Multi-billionaire CEO plans to launch space mission
SpaceX aims to send a manned spacecraft around the moon in 2018
Outer space, once the dark void beyond the earth, is now an emerging real estate venture. Elon Musk, widely known as the co-founder and CEO of Tesla, Inc., has brought a commercial perspective to the industry of space exploration, reimagining the outer space frontier with SpaceX.
SpaceX, of which Musk is also CEO, was founded in 2002 as a private spacecraft and spaceflight company that seeks to “revolutionize space technology with the ultimate goal of enabling people to live on other planets,” according to the company’s website.
SpaceX announced on its website on Feb. 27 that it will launch a manned Dragon spacecraft mission in 2018.
The Dragon, a SpaceX designed craft, features a trunk section for support during launch and a pressurized capsule for accommodating people and cargo.
The Dragon model has the capacity to function as either a cargo, crew or laboratory vessel. A cargo configuration of the model traveled into space in 2012, becoming the first commercial spacecraft to deliver supplies to the International Space Station and return to Earth.
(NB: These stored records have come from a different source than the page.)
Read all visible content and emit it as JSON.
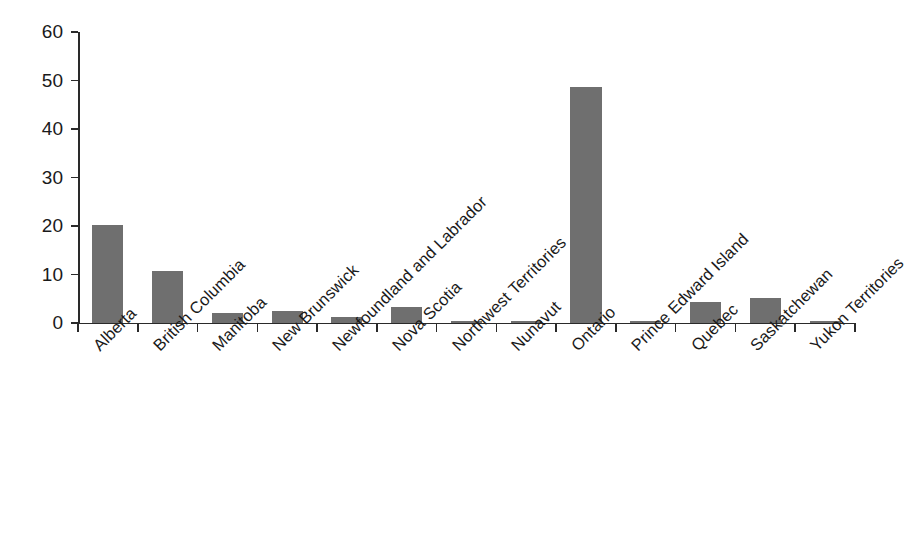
{
  "chart_data": {
    "type": "bar",
    "title": "",
    "subtitle": "",
    "xlabel": "",
    "ylabel": "",
    "ylim": [
      0,
      60
    ],
    "yticks": [
      0,
      10,
      20,
      30,
      40,
      50,
      60
    ],
    "ytick_labels": [
      "0",
      "10",
      "20",
      "30",
      "40",
      "50",
      "60"
    ],
    "grid": false,
    "legend": false,
    "legend_position": "none",
    "bar_color": "#6f6f6f",
    "axis_color": "#2a2a2a",
    "background_color": "#ffffff",
    "xtick_label_rotation": -45,
    "categories": [
      "Alberta",
      "British Columbia",
      "Manitoba",
      "New Brunswick",
      "Newfoundland and Labrador",
      "Nova Scotia",
      "Northwest Territories",
      "Nunavut",
      "Ontario",
      "Prince Edward Island",
      "Quebec",
      "Saskatchewan",
      "Yukon Territories"
    ],
    "values": [
      20.3,
      10.8,
      2.1,
      2.4,
      1.3,
      3.3,
      0.3,
      0.3,
      48.7,
      0.5,
      4.3,
      5.2,
      0.3
    ]
  }
}
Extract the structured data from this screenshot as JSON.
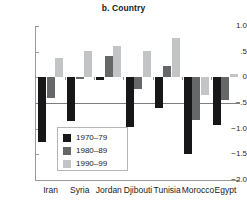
{
  "chart_data": {
    "type": "bar",
    "title": "b. Country",
    "xlabel": "",
    "ylabel": "",
    "ylim": [
      -2.0,
      1.0
    ],
    "grid": false,
    "legend_position": "inside-lower-left",
    "categories": [
      "Iran",
      "Syria",
      "Jordan",
      "Djibouti",
      "Tunisia",
      "Morocco",
      "Egypt"
    ],
    "ytick_labels": [
      "1.0",
      ".5",
      "0",
      "−.5",
      "−1.0",
      "−1.5",
      "−2.0"
    ],
    "ytick_values": [
      1.0,
      0.5,
      0.0,
      -0.5,
      -1.0,
      -1.5,
      -2.0
    ],
    "series": [
      {
        "name": "1970–79",
        "color": "#17171a",
        "values": [
          -1.26,
          -0.86,
          -0.06,
          -0.97,
          -0.59,
          -1.5,
          -0.93
        ]
      },
      {
        "name": "1980–89",
        "color": "#666769",
        "values": [
          -0.41,
          -0.04,
          0.41,
          -0.23,
          0.23,
          -0.84,
          -0.44
        ]
      },
      {
        "name": "1990–99",
        "color": "#c3c4c5",
        "values": [
          0.38,
          0.51,
          0.62,
          0.52,
          0.76,
          -0.34,
          0.07
        ]
      }
    ]
  }
}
The company will send two private citizens into space, around the moon and back to Earth in the crew configuration of the Dragon, according to the SpaceX announcement.
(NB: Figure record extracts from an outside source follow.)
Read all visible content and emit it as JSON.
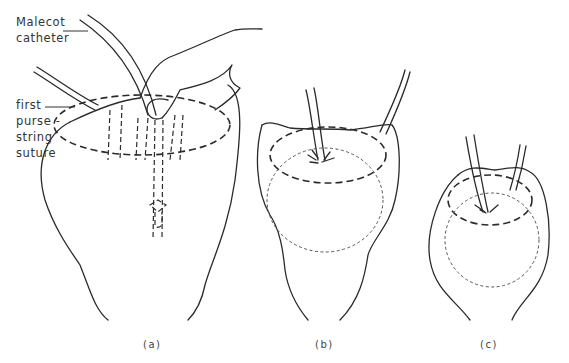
{
  "figure": {
    "labels": {
      "catheter_line1": "Malecot",
      "catheter_line2": "catheter",
      "suture_line1": "first",
      "suture_line2": "purse -",
      "suture_line3": "string",
      "suture_line4": "suture"
    },
    "panels": [
      {
        "id": "a",
        "caption": "(a)",
        "description": "Malecot catheter inserted through bladder wall, finger pressing, first purse-string suture shown dashed"
      },
      {
        "id": "b",
        "caption": "(b)",
        "description": "First purse-string tied around catheter, second purse-string suture placed"
      },
      {
        "id": "c",
        "caption": "(c)",
        "description": "Second purse-string tied, bladder inverted around catheter"
      }
    ],
    "colors": {
      "line": "#2a2a2a",
      "background": "#ffffff"
    }
  }
}
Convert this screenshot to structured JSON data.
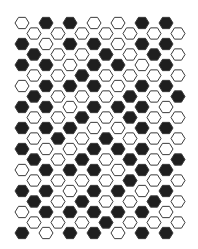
{
  "pattern": {
    "colors": {
      "dark": "#1f1f1f",
      "light": "#ffffff",
      "stroke": "#3a3a3a"
    },
    "hex": {
      "radius": 7,
      "col_step": 24,
      "row_step": 10.5,
      "x0": 22,
      "y0": 23,
      "odd_offset": 12
    },
    "rows": [
      "0110011",
      "0000000",
      "1011011",
      "1001010",
      "1101101",
      "0010000",
      "0111011",
      "1000101",
      "1101110",
      "0010100",
      "1110011",
      "0101000",
      "1001110",
      "1010101",
      "0111011",
      "0000100",
      "1101101",
      "1010010",
      "0111110",
      "0001000",
      "1011011"
    ]
  }
}
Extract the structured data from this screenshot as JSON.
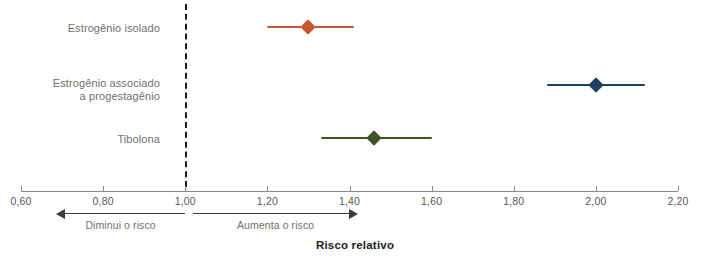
{
  "chart_data": {
    "type": "scatter",
    "subtype": "forest-plot",
    "title": "",
    "xlabel": "Risco relativo",
    "ylabel": "",
    "xlim": [
      0.6,
      2.2
    ],
    "xticks": [
      "0,60",
      "0,80",
      "1,00",
      "1,20",
      "1,40",
      "1,60",
      "1,80",
      "2,00",
      "2,20"
    ],
    "xtick_values": [
      0.6,
      0.8,
      1.0,
      1.2,
      1.4,
      1.6,
      1.8,
      2.0,
      2.2
    ],
    "grid": false,
    "legend": "none",
    "reference_line": {
      "value": 1.0,
      "style": "dashed",
      "color": "#1d1d1b"
    },
    "categories": [
      "Estrogênio isolado",
      "Estrogênio associado\na progestagênio",
      "Tibolona"
    ],
    "values": [
      1.3,
      2.0,
      1.46
    ],
    "ci_low": [
      1.2,
      1.88,
      1.33
    ],
    "ci_high": [
      1.41,
      2.12,
      1.6
    ],
    "colors": [
      "#C85A32",
      "#1F4264",
      "#3E5426"
    ],
    "annotations": [
      {
        "text": "Diminui o risco",
        "direction": "left",
        "from": 1.0,
        "to": 0.685
      },
      {
        "text": "Aumenta o risco",
        "direction": "right",
        "from": 1.02,
        "to": 1.42
      }
    ]
  },
  "axis": {
    "title": "Risco relativo",
    "tick_color": "#55565a",
    "line_color": "#8a8a8a"
  },
  "annotations": {
    "decrease": "Diminui o risco",
    "increase": "Aumenta o risco"
  },
  "series": [
    {
      "label": "Estrogênio isolado",
      "estimate": 1.3,
      "low": 1.2,
      "high": 1.41,
      "color": "#C85A32"
    },
    {
      "label": "Estrogênio associado\na progestagênio",
      "estimate": 2.0,
      "low": 1.88,
      "high": 2.12,
      "color": "#1F4264"
    },
    {
      "label": "Tibolona",
      "estimate": 1.46,
      "low": 1.33,
      "high": 1.6,
      "color": "#3E5426"
    }
  ]
}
However, before the private mission, SpaceX plans to complete at least two other trips to the International Space Station, an unmanned delivery this year and a professionally crewed delivery in late 2018 as part of the company’s contract with NASA.
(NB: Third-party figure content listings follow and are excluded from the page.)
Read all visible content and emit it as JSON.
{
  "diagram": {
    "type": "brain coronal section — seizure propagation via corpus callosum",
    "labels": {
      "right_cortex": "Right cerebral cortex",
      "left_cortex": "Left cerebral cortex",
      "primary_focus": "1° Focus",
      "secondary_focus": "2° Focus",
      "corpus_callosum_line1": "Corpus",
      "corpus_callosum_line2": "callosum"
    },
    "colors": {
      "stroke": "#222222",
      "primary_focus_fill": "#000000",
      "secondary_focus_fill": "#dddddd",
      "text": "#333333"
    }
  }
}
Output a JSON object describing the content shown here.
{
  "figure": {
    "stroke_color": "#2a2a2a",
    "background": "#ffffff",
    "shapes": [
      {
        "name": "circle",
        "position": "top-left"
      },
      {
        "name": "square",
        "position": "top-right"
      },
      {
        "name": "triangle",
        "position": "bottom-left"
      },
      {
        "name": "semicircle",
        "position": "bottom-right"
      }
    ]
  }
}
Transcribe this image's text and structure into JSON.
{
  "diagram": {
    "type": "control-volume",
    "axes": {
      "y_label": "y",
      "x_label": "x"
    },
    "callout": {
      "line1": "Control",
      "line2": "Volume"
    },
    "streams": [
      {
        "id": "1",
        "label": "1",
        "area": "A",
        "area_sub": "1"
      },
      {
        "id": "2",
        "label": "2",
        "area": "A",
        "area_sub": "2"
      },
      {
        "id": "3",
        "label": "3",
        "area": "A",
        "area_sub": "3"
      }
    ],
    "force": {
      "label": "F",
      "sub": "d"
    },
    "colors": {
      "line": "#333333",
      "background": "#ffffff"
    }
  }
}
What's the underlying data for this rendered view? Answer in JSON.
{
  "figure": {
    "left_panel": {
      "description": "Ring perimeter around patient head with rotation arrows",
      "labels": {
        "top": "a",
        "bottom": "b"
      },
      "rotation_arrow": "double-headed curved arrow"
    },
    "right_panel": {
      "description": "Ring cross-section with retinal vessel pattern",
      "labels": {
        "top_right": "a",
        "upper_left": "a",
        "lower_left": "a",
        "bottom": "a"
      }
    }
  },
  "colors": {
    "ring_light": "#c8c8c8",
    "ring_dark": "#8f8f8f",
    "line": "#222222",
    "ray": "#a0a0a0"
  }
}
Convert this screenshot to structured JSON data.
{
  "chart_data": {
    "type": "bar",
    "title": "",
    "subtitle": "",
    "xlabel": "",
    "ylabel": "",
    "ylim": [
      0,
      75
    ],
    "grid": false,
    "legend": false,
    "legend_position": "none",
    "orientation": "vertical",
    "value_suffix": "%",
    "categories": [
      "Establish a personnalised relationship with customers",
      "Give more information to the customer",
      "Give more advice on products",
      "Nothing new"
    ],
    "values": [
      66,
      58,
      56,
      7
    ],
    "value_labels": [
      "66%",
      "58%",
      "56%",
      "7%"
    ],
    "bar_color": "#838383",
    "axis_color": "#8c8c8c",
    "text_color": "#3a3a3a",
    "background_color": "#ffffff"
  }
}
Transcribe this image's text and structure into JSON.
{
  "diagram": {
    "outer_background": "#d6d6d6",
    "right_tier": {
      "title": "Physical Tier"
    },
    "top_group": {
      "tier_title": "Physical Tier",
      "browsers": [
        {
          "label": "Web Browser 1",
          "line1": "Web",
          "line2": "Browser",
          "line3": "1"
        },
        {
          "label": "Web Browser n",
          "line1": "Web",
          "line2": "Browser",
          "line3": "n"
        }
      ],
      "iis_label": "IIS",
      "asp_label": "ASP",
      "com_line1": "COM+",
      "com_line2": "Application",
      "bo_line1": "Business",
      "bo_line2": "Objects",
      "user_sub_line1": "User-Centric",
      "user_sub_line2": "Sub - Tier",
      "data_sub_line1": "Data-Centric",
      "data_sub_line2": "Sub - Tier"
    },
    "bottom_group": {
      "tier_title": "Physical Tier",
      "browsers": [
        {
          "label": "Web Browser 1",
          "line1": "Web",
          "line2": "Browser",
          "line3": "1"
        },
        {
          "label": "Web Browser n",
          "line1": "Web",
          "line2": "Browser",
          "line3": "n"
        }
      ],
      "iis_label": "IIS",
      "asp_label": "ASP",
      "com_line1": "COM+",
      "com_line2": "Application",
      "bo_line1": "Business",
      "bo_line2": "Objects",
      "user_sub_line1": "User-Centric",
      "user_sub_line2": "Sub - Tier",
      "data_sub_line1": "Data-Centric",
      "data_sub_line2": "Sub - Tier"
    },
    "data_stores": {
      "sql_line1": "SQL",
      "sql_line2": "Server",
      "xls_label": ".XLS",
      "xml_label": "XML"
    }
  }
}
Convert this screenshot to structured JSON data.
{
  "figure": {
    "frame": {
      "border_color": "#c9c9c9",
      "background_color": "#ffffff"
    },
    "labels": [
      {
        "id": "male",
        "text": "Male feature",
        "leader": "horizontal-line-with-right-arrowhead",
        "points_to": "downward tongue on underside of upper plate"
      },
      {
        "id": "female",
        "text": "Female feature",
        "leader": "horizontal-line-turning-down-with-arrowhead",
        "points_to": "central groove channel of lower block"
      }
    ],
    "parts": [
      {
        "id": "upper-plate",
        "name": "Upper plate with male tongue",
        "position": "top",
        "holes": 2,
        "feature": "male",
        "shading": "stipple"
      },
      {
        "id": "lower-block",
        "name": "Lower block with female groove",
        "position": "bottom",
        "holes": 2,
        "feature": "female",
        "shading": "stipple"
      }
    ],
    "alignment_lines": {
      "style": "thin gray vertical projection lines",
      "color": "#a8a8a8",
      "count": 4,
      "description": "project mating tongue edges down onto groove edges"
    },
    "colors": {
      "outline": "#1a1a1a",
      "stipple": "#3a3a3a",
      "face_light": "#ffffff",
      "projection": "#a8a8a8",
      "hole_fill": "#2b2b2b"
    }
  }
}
Once those missions are completed and the two individuals have completed necessary tests and some basic training, SpaceX will launch the two member crew in the Dragon model from the Kennedy Space Center near Cape Canaveral, Florida, on the same pad used for the Apollo program.
The announcement stated that the unnamed private citizens, “have already paid a significant deposit to do a moon mission,” and during a phone conference with reporters the day of the announcement, Musk revealed that the journey would take approximately one week to complete.
This mission is perhaps the first major step for Musk and SpaceX in working toward their ultimate goal of cultivating human life on other planetary bodies.
The February announcement came after September 2016 statements from Musk about colonizing Mars.
A National Geographic article outlined Musk’s September statements at the International Astronautical Congress in Guadalajara, Mexico, the SpaceX CEO believes that flying humans to Mars will be possible by the mid-2020s.
Musk’s plans for achieving that goal though, are questionable. His timeline is vague, delays are anticipated for the completion of necessary equipment and sources of funding will have to come from private industries as well as governments.
Space exploration is a valuable tool for better understanding our solar system and universe, but if powerful people like Musk keep their heads in the clouds for too long, they risk overlooking the realities of what it takes to make space travel possible, and they risk forgetting about what lives beneath them.
International space programs have historically functioned as means of development and advancement — of opportunities to see above the clouds — but those programs have largely come to exist within the bounds of law, according to the United Nations Office for Outer Space Affairs.
And it is more than international law — it is space law.
Whether or not they realistically work, the existence of governing bodies such as the United Nations Committee on the Peaceful Uses of Outer Space is fundamentally important.
The UN committee oversees five agreements of international cooperation between member nations, one of which prohibits any one country or organization from claiming ownership of the moon or any other celestial body.
So Musk’s colonization rhetoric undermines the current laws of space and fails to recognize the logistic and historic implications of “new world” discoveries and settlements.
Engaging in the establishment of human society on other planetary bodies in the rapid way that Musk expects does a disservice and an injustice to humanity by neglecting the social unrest that plagues our own planet. What does leaving Earth accomplish, especially for people who will not be able to afford a trip around the moon or a new life on Mars?
Contrary to what Musk would hope, instead of providing inspirational answers for the future of humanity, SpaceX provokes more questions.
Will people of all countries and classes have access to this interplanetary travel?
Is the 2018 private moon mission a way of preparing for more extensive space travel, or is it just a way of claiming a “first” for SpaceX?
Musk seems to think the adventurous spirit of space exploration is enough to merit SpaceX an all-access pass to the world beyond our own, but Musk’s way of redefining space and putting international efforts into creating a multi-planet world abandons any hope for the future of our own planet.
Musk’s vision is understandably appealing space — it is a difficult yet exciting method for dividing humanity’s chances of survival among several celestial bodies. But as long as people can come back down to Earth, breathe the polluted air and decide to do something about it, hope for our home will endure. Maybe that hope amounts to the smallest fraction of the tiniest particle in the entire universe, but it would still exist.
Because Musk’s path to realizing the interplanetary dream in his own lifetime is impractical at best, his vision may actually accentuate that hope for Earth. Perhaps if we realize we cannot live on other planets as soon as Musk would like, then we would be forced to more substantially address the future of the one we have so systematically abused.
In any case, a unique experience certainly awaits the two people who will fly around the moon in the Dragon. The 2018 mission, if successful, could make history, providing another “first” for SpaceX and humankind.